There are even certain types of literary works that don't really go well when they are read vocally. A lot of people are under the as

sumption that you can take any book and you can read it and that it sounds just as good read as written.

That is not so. That is why when a book is sold for radio or television, it has to be adapted. But on top of all that, compulsory licensing system does the other terrible economic damage of constituting a tribunal's determination of mass rates which are definitely going to reach the lowest common denominator and tells the author we have taken your property, shouldered the cost which we are going to have to pay for, and now we are going to distribute it and that cost is going to come out of your royalties, too.

Mr. KASTEN MEIER. I can understand why an author might be entitled to control of his materials and why he might want some additional compensation. I guess I am persuaded that the broadcasting of a part or a whole would likely damage, commercially damage the author by public or educational broadcasting. But that is a different question.

Mr. PATTISON. What about the compensation after the performance has already appeared?

Mr.
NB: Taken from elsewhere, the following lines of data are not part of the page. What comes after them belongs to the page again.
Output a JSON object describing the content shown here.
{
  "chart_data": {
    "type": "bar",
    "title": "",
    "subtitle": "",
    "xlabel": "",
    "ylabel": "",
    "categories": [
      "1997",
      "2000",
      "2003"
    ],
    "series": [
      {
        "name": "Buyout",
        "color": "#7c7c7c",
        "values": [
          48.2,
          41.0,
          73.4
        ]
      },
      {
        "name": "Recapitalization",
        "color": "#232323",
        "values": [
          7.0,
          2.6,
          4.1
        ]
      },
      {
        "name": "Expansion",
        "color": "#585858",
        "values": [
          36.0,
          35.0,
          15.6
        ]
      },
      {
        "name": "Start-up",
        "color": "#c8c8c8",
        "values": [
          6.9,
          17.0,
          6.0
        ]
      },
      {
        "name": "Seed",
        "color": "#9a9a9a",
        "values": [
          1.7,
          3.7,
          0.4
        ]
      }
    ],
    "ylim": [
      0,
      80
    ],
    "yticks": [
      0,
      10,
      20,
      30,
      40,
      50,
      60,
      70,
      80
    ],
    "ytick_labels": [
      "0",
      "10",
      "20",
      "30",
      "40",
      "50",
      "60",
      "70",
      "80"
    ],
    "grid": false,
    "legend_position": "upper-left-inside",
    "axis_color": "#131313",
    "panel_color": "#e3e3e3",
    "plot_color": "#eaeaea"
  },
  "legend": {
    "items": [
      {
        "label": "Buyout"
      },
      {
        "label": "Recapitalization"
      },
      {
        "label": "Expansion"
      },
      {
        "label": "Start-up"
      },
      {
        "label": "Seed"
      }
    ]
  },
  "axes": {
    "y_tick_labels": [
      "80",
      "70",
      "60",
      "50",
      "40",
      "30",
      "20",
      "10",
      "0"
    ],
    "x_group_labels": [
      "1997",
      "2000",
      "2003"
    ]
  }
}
KORMAN. What happens in this industry is that people get certain standard amounts as the amounts that are paid as fees. For example, in network television, commercial network television, it is understood, although there is no piece of paper on this-there used to be until 1966, but not since then-it is understood that the networks have a right to synchronize music in connection with their programs for use in a single television network show.

If they want to do a rerun, the publisher will ask for and receive $25 or $50. The particular publisher has established what he wants and everybody knows what it is. They know they can do it and what it will cost.
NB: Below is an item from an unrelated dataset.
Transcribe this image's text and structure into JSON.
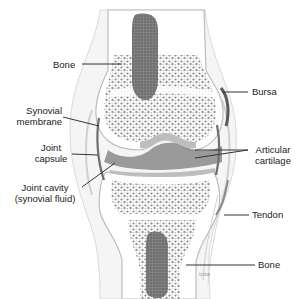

Mr. PATTISON. As a practical matter, it does work.

Mr. FEIST. If I might add just two points, these relationships are continuing relationships. They rarely would be one isolated license to one producer. These are business relationships which go along for a period of years. Like all business relationships, there are accommodations and goodwill.

Mr. PATTISON. The problem of classical music, you mentioned an organization that the ASCAP, BMI, SESAC

Mr. KORMAN. No. The Concert Music Broadcasters Association is a group of radio stations that specialize in what you refer to as classical music. There is no question about playing that. You don't need anyone's permission to perform it.

Mr. PATTISON. What about recording it?

Mr. KORMAN. Even for recordings.

Mr. PATTISON. If I record it and you want to use the record.

Mr. KORMAN. If a public broadcasting radio station or anybody wants to perform the RCA or Columbia recording of Mozart by the Philadelphia Orchestra, they buy the record and they play it over the station. They don't pay anybody any more than the price of the record. If their listening audience gives them the record, they don't even have to pay for the record.